Monday, August 25, 2008

Watch Your Language!

Some years ago while a missionary in Budapest, I was listening to a visiting pastor preaching to Hungarians through a translator. At one point in his sermon he used an illustration in which he mentioned a "disheveled man." The translator furrowed her brow and translated his phrase "lapát ember," which means "shovel man." Needless to say, it was all downhill from there.

My point is that it was only those few of us who spoke both languages well who realized that we were watching a train wreck happening in slow motion. Everyone else was just confused.

Now, I do speak Hungarian, but I don't speak Catholic. This means that I am at a disadvantage when it comes to moderating this discussion about Sola Fide, which is why we must turn to the Catechism of the Catholic Church in order to understand what our new friends mean when they speak of justification. Here are some relevant passages:

1. Justification is not only the remission of sins, but also the sanctification and renewal of the interior man.

2. Justification detaches man from sin which contradicts the love of God, and purifies his heart of sin. Justification follows upon God's merciful initiative of offering forgiveness. It reconciles man with God. It frees from the enslavement to sin, and it heals.

3. Justification is at the same time the acceptance of God's righteousness through faith in Jesus Christ. Righteousness (or "justice") here means the rectitude of divine love. With justification, faith, hope, and charity are poured into our hearts, and obedience to the divine will is granted us.

4. The Holy Spirit is the master of the interior life. By giving birth to the "inner man," justification entails the sanctification of his whole being.
Points 1 and 4 are key, for they make it plain that justification and sanctification are not distinct but inseparable phenomena like they are for Protestants (but they are inseparable). Point 2 says that "justification" is the label Catholics use for what Protestants call "regeneration" and "(definitive) sanctification." And lastly, point 3 equates justification with what Protestants call "conversion."

"Justification" for the Catholic, it seems, refers to what the Protestant would call "salvation."

The two questions that must be tackled head-on, therefore, are (1) Does the Catholic Church's nomenclature faithfully reflect the teaching of Scripture? and (2) Given the Church's terminology, is the Catholic's denial of justification by faith alone to be treated as seriously as it would be if it came from someone speaking from a Protestant lexicon?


Check each line of the listing for the string "boxes". Copy those where it appears.

### Provided information

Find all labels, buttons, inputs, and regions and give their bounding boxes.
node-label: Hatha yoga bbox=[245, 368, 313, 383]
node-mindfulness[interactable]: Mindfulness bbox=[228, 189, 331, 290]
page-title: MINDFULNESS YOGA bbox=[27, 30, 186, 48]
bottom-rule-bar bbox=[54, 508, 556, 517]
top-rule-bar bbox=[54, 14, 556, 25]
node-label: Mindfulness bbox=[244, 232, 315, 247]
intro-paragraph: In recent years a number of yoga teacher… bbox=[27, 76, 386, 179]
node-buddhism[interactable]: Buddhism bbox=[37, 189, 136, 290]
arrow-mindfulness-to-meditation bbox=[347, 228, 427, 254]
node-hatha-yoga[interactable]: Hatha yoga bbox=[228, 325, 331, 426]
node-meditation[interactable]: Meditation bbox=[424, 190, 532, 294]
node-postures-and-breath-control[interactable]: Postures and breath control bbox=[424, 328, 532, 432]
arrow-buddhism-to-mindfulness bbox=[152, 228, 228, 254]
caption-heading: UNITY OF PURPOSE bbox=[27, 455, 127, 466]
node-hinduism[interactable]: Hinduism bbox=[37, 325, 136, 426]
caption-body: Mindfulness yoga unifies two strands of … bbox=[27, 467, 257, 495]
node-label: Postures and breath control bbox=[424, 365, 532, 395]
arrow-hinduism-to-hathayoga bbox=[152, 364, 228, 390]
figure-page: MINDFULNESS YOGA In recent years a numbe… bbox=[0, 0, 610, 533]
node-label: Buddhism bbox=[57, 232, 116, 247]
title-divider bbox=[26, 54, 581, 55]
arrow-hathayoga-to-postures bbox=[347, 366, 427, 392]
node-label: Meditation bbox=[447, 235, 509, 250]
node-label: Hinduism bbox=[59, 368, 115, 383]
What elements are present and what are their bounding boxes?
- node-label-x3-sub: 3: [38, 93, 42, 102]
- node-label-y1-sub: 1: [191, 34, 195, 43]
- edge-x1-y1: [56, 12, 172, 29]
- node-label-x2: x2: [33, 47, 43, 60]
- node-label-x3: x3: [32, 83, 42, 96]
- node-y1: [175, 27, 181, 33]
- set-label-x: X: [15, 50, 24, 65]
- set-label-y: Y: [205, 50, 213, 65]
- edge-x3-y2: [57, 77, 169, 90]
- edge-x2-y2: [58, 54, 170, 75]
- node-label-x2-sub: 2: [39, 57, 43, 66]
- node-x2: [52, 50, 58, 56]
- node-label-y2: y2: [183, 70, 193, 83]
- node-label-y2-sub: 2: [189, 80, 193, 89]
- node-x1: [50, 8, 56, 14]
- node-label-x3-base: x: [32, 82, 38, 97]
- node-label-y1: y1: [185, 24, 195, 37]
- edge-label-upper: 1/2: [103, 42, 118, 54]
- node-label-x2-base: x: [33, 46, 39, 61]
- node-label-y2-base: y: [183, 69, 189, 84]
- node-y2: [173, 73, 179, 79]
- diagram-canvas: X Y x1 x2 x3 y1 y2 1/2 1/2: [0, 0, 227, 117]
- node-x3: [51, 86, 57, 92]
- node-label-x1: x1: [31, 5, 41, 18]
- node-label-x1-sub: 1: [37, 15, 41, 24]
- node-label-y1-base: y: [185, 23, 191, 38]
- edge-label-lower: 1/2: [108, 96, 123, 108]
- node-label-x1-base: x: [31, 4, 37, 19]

######

> **Task solution**
Find all labels, buttons, inputs, and regions and give their bounding boxes.
What elements are present and what are their bounding boxes?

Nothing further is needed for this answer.